Yesterday, reports emerged that stock prices on many for-profit education companies (you probably recognize their names from online or television advertising) have ticked upward despite a decline in enrollment. DeVry University shares shot up 9.8 percent in afternoon trading yesterday despite the fact that their enrollment fell 4.7 percent this fall.
Why the sudden spike? One reason is the company's profits are still quite healthy, jumping 22 percent even as its enrollment has fallen. But it wasn't just DeVry that saw spikes in stock prices: Apollo, which owns the University of Phoenix; The Washington Post Co., which owns Kaplan University and other test-prep services; Corinthian Colleges Inc.; Career Education Corp.; and Lincoln Educational Services all saw gains ranging from 3.8 percent to 9.6 percent.
One reason stockholders might be optimistic is that certain regulations proposed by the Department of Education, referred to as "gainful employment" regulations that were once perceived to be bad for the industry, might be weaker than initially thought.
"Gainful employment" is a term that was first used in a 1990s version of the Higher Education Act in relation to career colleges or proprietary schools, also known as for-profit schools like those mentioned above. But the term was never officially defined. The result has been a barrage of horror stories, including students finding out after completing a program that the school wasn't properly accredited for them to take a licensing exam or students discovering that their credits didn't transfer to other schools -- even some schools recruiting students from homeless shelters to bump up enrollment numbers.
Now, the Department of Education has proposed regulations to curb bad industry practices. They want to put limits on individual programs (not entire schools, as for-profit education industry advocates would lead you to believe) that leave its students in too much debt compared with their earnings or allow too many students to default on their student loans -- both indications that a student may not be "gainfully employed." In other words, if a given program has an extremely high percentage of its graduates defaulting on its loans, the Department proposed cutting off funds on the grounds the program might not be properly preparing students for employment in the field. Or, if a given program demands students take on debt far out of proportion to their earnings once they graduate (many programs qualify students for entry-level careers in their field with little avenue for advancement, but the programs cost many tens of thousands of dollars), the regulations would also cut off the program's access to federal money.
But while final versions of those regulations are supposed to be released "early this year," they have yet to be released. Since the initial proposal, the for-profit education industry challenged these regulations, first with direct lobbying and rallies on Capitol Hill with students from for-profit schools, then with expensive ad campaigns featuring prominent members of the civil-rights community and other groups representing people of color, and finally, last week, with an outright lawsuit against the Department of Education on earlier regulations that curbed bad industry recruitment practices, which were exposed by a GAO report.
However, an Ed Department official was quoted in Inside Higher Ed saying that the regulations might be more favorable to for-profit education executives: "'The regulations as they come out will be significantly different, better," and "people will appreciate their suggestions having been listened to,' [Assistant Secretary for Postsecondary Education Edwardo M.] Ochoa said." (Disclosure: The advocacy arm of Campus Progress, which pays my salary, has been doing advocacy work to support these regulations, though my capacity of this is limited to writing on this issue as a reporter.)
But if the uptick in stock prices is any indication, the for-profit education industry's stockholders seem encouraged by this news. It seems yet another case in which heavy-handed lobbying by those who have a lot to lose from restrictions on subsidies may end up resulting in favorable regulations. For the for-profit education industry, it's looking like the time. money, and energy put into their opposition of the regulations is well spent.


### Assignment
Please repeat the whole listing exactly, but leave out any picture it holds.

### Exercise input

┄┄┄┄┄┄

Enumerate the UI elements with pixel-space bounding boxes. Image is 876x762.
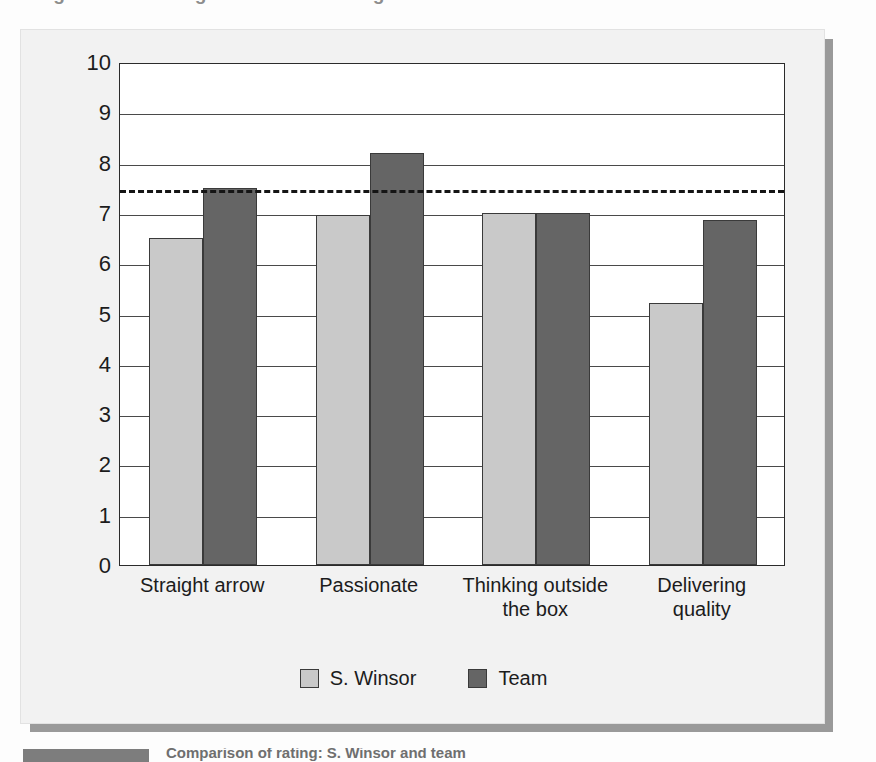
gridline-8 xyxy=(120,165,784,166)
y-axis: 012345678910 xyxy=(57,63,111,566)
gridline-9 xyxy=(120,114,784,115)
y-tick-label-2: 2 xyxy=(71,454,111,476)
y-tick-label-8: 8 xyxy=(71,153,111,175)
bar-1-1 xyxy=(370,153,424,566)
dark-gray-swatch xyxy=(468,669,487,688)
x-axis-label-3: Deliveringquality xyxy=(619,573,786,622)
bar-0-3 xyxy=(649,303,703,565)
figure-caption-strip: Comparison of rating: S. Winsor and team xyxy=(0,748,876,762)
caption-label-text: Comparison of rating: S. Winsor and team xyxy=(166,748,466,761)
bar-1-2 xyxy=(536,213,590,565)
reference-line-7.5 xyxy=(120,190,784,193)
light-gray-swatch xyxy=(300,669,319,688)
x-axis-labels: Straight arrowPassionateThinking outside… xyxy=(119,573,785,639)
x-label-line: quality xyxy=(619,597,786,621)
y-tick-label-10: 10 xyxy=(71,52,111,74)
x-label-line: Delivering xyxy=(619,573,786,597)
bar-0-2 xyxy=(482,213,536,565)
x-label-line: Straight arrow xyxy=(119,573,286,597)
y-tick-label-6: 6 xyxy=(71,253,111,275)
y-tick-label-0: 0 xyxy=(71,555,111,577)
y-tick-label-5: 5 xyxy=(71,304,111,326)
bar-1-0 xyxy=(203,188,257,565)
chart-panel: 012345678910 Straight arrowPassionateThi… xyxy=(20,29,825,724)
x-axis-label-1: Passionate xyxy=(286,573,453,597)
legend-entry-0: S. Winsor xyxy=(300,667,417,690)
bar-0-1 xyxy=(316,215,370,565)
y-tick-label-9: 9 xyxy=(71,102,111,124)
x-label-line: Passionate xyxy=(286,573,453,597)
y-tick-label-1: 1 xyxy=(71,505,111,527)
figure-title-text: Figure 7.2 360-degree feedback ratings xyxy=(36,0,395,5)
plot-area xyxy=(119,63,785,566)
x-axis-label-2: Thinking outsidethe box xyxy=(452,573,619,622)
cropped-title-remnant: Figure 7.2 360-degree feedback ratings xyxy=(0,0,876,16)
x-label-line: Thinking outside xyxy=(452,573,619,597)
bar-1-3 xyxy=(703,220,757,565)
y-tick-label-3: 3 xyxy=(71,404,111,426)
x-axis-label-0: Straight arrow xyxy=(119,573,286,597)
legend-label-0: S. Winsor xyxy=(330,667,417,690)
bar-0-0 xyxy=(149,238,203,565)
legend-label-1: Team xyxy=(498,667,547,690)
x-label-line: the box xyxy=(452,597,619,621)
caption-marker-block xyxy=(23,749,149,762)
y-tick-label-7: 7 xyxy=(71,203,111,225)
chart-legend: S. WinsorTeam xyxy=(21,667,826,690)
legend-entry-1: Team xyxy=(468,667,547,690)
y-tick-label-4: 4 xyxy=(71,354,111,376)
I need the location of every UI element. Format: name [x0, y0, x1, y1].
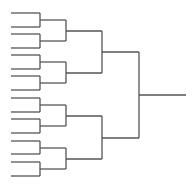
tournament-bracket: [0, 0, 195, 187]
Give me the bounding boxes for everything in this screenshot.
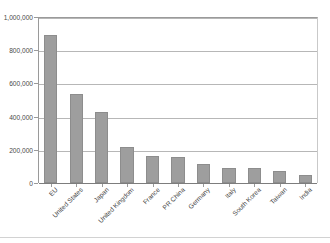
y-tick-label-1000000: 1,000,000 bbox=[0, 14, 33, 21]
bar bbox=[120, 147, 133, 183]
y-tick-label-0: 0 bbox=[0, 180, 33, 187]
y-tick-label-800000: 800,000 bbox=[0, 47, 33, 54]
x-tick-label: EU bbox=[47, 186, 59, 198]
y-tick-label-600000: 600,000 bbox=[0, 80, 33, 87]
bar bbox=[222, 168, 235, 183]
chart-figure: 1,000,000 800,000 600,000 400,000 200,00… bbox=[0, 0, 330, 243]
bar bbox=[95, 112, 108, 183]
x-tick-mark bbox=[153, 184, 154, 187]
bar bbox=[44, 35, 57, 183]
bar bbox=[171, 157, 184, 183]
footer-divider bbox=[0, 237, 330, 238]
bar bbox=[299, 175, 312, 183]
x-tick-label: India bbox=[298, 186, 314, 202]
bar bbox=[273, 171, 286, 183]
y-tick-label-200000: 200,000 bbox=[0, 146, 33, 153]
x-tick-label: PR China bbox=[161, 186, 187, 212]
x-tick-label: Taiwan bbox=[268, 186, 288, 206]
bar-series bbox=[38, 17, 318, 183]
bar bbox=[70, 94, 83, 183]
x-tick-label: Japan bbox=[92, 186, 110, 204]
bar bbox=[146, 156, 159, 183]
bar bbox=[197, 164, 210, 183]
y-tick-label-400000: 400,000 bbox=[0, 113, 33, 120]
x-tick-label: Germany bbox=[187, 186, 212, 211]
x-tick-label: Italy bbox=[223, 186, 237, 200]
bar bbox=[248, 168, 261, 183]
x-axis-tick-labels: EUUnited StatesJapanUnited KingdomFrance… bbox=[38, 184, 318, 242]
x-tick-label: France bbox=[141, 186, 161, 206]
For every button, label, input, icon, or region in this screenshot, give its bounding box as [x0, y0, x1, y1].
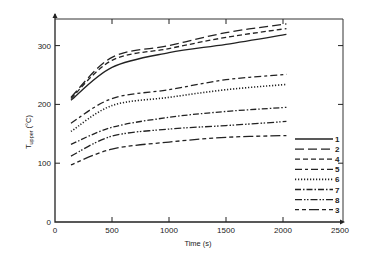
- svg-text:Tupper(°C): Tupper(°C): [24, 114, 34, 149]
- y-tick-label: 300: [38, 42, 52, 51]
- x-tick-label: 0: [53, 226, 58, 235]
- line-chart: 050010001500200025000100200300 12456783 …: [0, 0, 365, 261]
- x-tick-label: 500: [105, 226, 119, 235]
- legend-label-6: 6: [335, 175, 340, 184]
- legend-label-1: 1: [335, 135, 340, 144]
- y-tick-label: 200: [38, 100, 52, 109]
- y-axis-title-unit: (°C): [24, 114, 33, 128]
- y-axis-title-sub: upper: [28, 130, 34, 144]
- legend-label-7: 7: [335, 186, 340, 195]
- legend-label-4: 4: [335, 155, 340, 164]
- legend: 12456783: [295, 135, 340, 215]
- series-line-6: [71, 84, 286, 131]
- axes-lines: [55, 14, 343, 222]
- y-axis-arrow-icon: [53, 13, 58, 18]
- y-axis-title: Tupper(°C): [24, 114, 34, 149]
- y-tick-label: 0: [47, 218, 52, 227]
- series-line-1: [71, 34, 286, 100]
- x-tick-label: 1000: [160, 226, 178, 235]
- legend-label-5: 5: [335, 165, 340, 174]
- data-series: [71, 24, 286, 165]
- x-axis-title: Time (s): [184, 239, 212, 248]
- legend-label-3: 3: [335, 206, 340, 215]
- x-tick-label: 2500: [331, 226, 349, 235]
- x-tick-label: 2000: [274, 226, 292, 235]
- plot-frame: [53, 13, 346, 225]
- plot-border: [55, 19, 343, 222]
- legend-label-2: 2: [335, 145, 340, 154]
- legend-label-8: 8: [335, 196, 340, 205]
- y-tick-label: 100: [38, 159, 52, 168]
- x-tick-label: 1500: [217, 226, 235, 235]
- series-line-3: [71, 136, 286, 165]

┄┄┄┄┄┄

### Response box
Enumerate the UI elements with pixel-space bounding boxes. Image is 876x762.
gridline-8 xyxy=(120,165,784,166)
y-axis: 012345678910 xyxy=(57,63,111,566)
gridline-9 xyxy=(120,114,784,115)
y-tick-label-2: 2 xyxy=(71,454,111,476)
y-tick-label-8: 8 xyxy=(71,153,111,175)
bar-1-1 xyxy=(370,153,424,566)
dark-gray-swatch xyxy=(468,669,487,688)
x-axis-label-3: Deliveringquality xyxy=(619,573,786,622)
bar-0-3 xyxy=(649,303,703,565)
figure-caption-strip: Comparison of rating: S. Winsor and team xyxy=(0,748,876,762)
caption-label-text: Comparison of rating: S. Winsor and team xyxy=(166,748,466,761)
bar-1-2 xyxy=(536,213,590,565)
reference-line-7.5 xyxy=(120,190,784,193)
light-gray-swatch xyxy=(300,669,319,688)
x-axis-labels: Straight arrowPassionateThinking outside… xyxy=(119,573,785,639)
x-label-line: quality xyxy=(619,597,786,621)
y-tick-label-10: 10 xyxy=(71,52,111,74)
x-label-line: Delivering xyxy=(619,573,786,597)
bar-0-2 xyxy=(482,213,536,565)
x-label-line: Straight arrow xyxy=(119,573,286,597)
y-tick-label-6: 6 xyxy=(71,253,111,275)
y-tick-label-0: 0 xyxy=(71,555,111,577)
y-tick-label-5: 5 xyxy=(71,304,111,326)
bar-1-0 xyxy=(203,188,257,565)
chart-panel: 012345678910 Straight arrowPassionateThi… xyxy=(20,29,825,724)
x-axis-label-1: Passionate xyxy=(286,573,453,597)
legend-entry-0: S. Winsor xyxy=(300,667,417,690)
bar-0-1 xyxy=(316,215,370,565)
y-tick-label-9: 9 xyxy=(71,102,111,124)
x-label-line: Passionate xyxy=(286,573,453,597)
y-tick-label-1: 1 xyxy=(71,505,111,527)
figure-title-text: Figure 7.2 360-degree feedback ratings xyxy=(36,0,395,5)
plot-area xyxy=(119,63,785,566)
x-axis-label-2: Thinking outsidethe box xyxy=(452,573,619,622)
cropped-title-remnant: Figure 7.2 360-degree feedback ratings xyxy=(0,0,876,16)
x-label-line: Thinking outside xyxy=(452,573,619,597)
bar-1-3 xyxy=(703,220,757,565)
y-tick-label-3: 3 xyxy=(71,404,111,426)
x-axis-label-0: Straight arrow xyxy=(119,573,286,597)
legend-label-0: S. Winsor xyxy=(330,667,417,690)
bar-0-0 xyxy=(149,238,203,565)
legend-label-1: Team xyxy=(498,667,547,690)
x-label-line: the box xyxy=(452,597,619,621)
caption-marker-block xyxy=(23,749,149,762)
y-tick-label-7: 7 xyxy=(71,203,111,225)
chart-legend: S. WinsorTeam xyxy=(21,667,826,690)
legend-entry-1: Team xyxy=(468,667,547,690)
y-tick-label-4: 4 xyxy=(71,354,111,376)
I need the location of every UI element. Format: name [x0, y0, x1, y1].
tournament-bracket: [0, 0, 195, 187]
Give me the bounding boxes for everything in this screenshot.
y-tick-label-1000000: 1,000,000 bbox=[0, 14, 33, 21]
bar bbox=[120, 147, 133, 183]
y-tick-label-0: 0 bbox=[0, 180, 33, 187]
y-tick-label-800000: 800,000 bbox=[0, 47, 33, 54]
x-tick-label: EU bbox=[47, 186, 59, 198]
y-tick-label-600000: 600,000 bbox=[0, 80, 33, 87]
bar bbox=[222, 168, 235, 183]
chart-figure: 1,000,000 800,000 600,000 400,000 200,00… bbox=[0, 0, 330, 243]
bar bbox=[95, 112, 108, 183]
x-tick-mark bbox=[153, 184, 154, 187]
bar bbox=[44, 35, 57, 183]
bar bbox=[171, 157, 184, 183]
footer-divider bbox=[0, 237, 330, 238]
bar bbox=[299, 175, 312, 183]
x-tick-label: India bbox=[298, 186, 314, 202]
bar bbox=[273, 171, 286, 183]
y-tick-label-200000: 200,000 bbox=[0, 146, 33, 153]
x-tick-label: PR China bbox=[161, 186, 187, 212]
x-tick-label: Taiwan bbox=[268, 186, 288, 206]
bar-series bbox=[38, 17, 318, 183]
bar bbox=[70, 94, 83, 183]
x-tick-label: Japan bbox=[92, 186, 110, 204]
bar bbox=[146, 156, 159, 183]
bar bbox=[197, 164, 210, 183]
y-tick-label-400000: 400,000 bbox=[0, 113, 33, 120]
x-tick-label: Germany bbox=[187, 186, 212, 211]
x-tick-label: Italy bbox=[223, 186, 237, 200]
bar bbox=[248, 168, 261, 183]
x-axis-tick-labels: EUUnited StatesJapanUnited KingdomFrance… bbox=[38, 184, 318, 242]
x-tick-label: France bbox=[141, 186, 161, 206]
For every button, label, input, icon, or region in this screenshot, give its bounding box as [x0, y0, x1, y1].
- svg-text:Tupper(°C): Tupper(°C): [24, 114, 34, 149]
- y-tick-label: 300: [38, 42, 52, 51]
- x-tick-label: 0: [53, 226, 58, 235]
- line-chart: 050010001500200025000100200300 12456783 …: [0, 0, 365, 261]
- x-tick-label: 500: [105, 226, 119, 235]
- legend-label-6: 6: [335, 175, 340, 184]
- legend-label-1: 1: [335, 135, 340, 144]
- y-tick-label: 200: [38, 100, 52, 109]
- y-axis-title-unit: (°C): [24, 114, 33, 128]
- y-axis-title-sub: upper: [28, 130, 34, 144]
- legend-label-7: 7: [335, 186, 340, 195]
- legend-label-4: 4: [335, 155, 340, 164]
- legend: 12456783: [295, 135, 340, 215]
- series-line-6: [71, 84, 286, 131]
- axes-lines: [55, 14, 343, 222]
- y-axis-arrow-icon: [53, 13, 58, 18]
- y-axis-title: Tupper(°C): [24, 114, 34, 149]
- y-tick-label: 0: [47, 218, 52, 227]
- series-line-1: [71, 34, 286, 100]
- x-tick-label: 1000: [160, 226, 178, 235]
- legend-label-5: 5: [335, 165, 340, 174]
- data-series: [71, 24, 286, 165]
- x-axis-title: Time (s): [184, 239, 212, 248]
- legend-label-3: 3: [335, 206, 340, 215]
- x-tick-label: 2500: [331, 226, 349, 235]
- x-tick-label: 2000: [274, 226, 292, 235]
- plot-frame: [53, 13, 346, 225]
- plot-border: [55, 19, 343, 222]
- legend-label-2: 2: [335, 145, 340, 154]
- legend-label-8: 8: [335, 196, 340, 205]
- y-tick-label: 100: [38, 159, 52, 168]
- x-tick-label: 1500: [217, 226, 235, 235]
- series-line-3: [71, 136, 286, 165]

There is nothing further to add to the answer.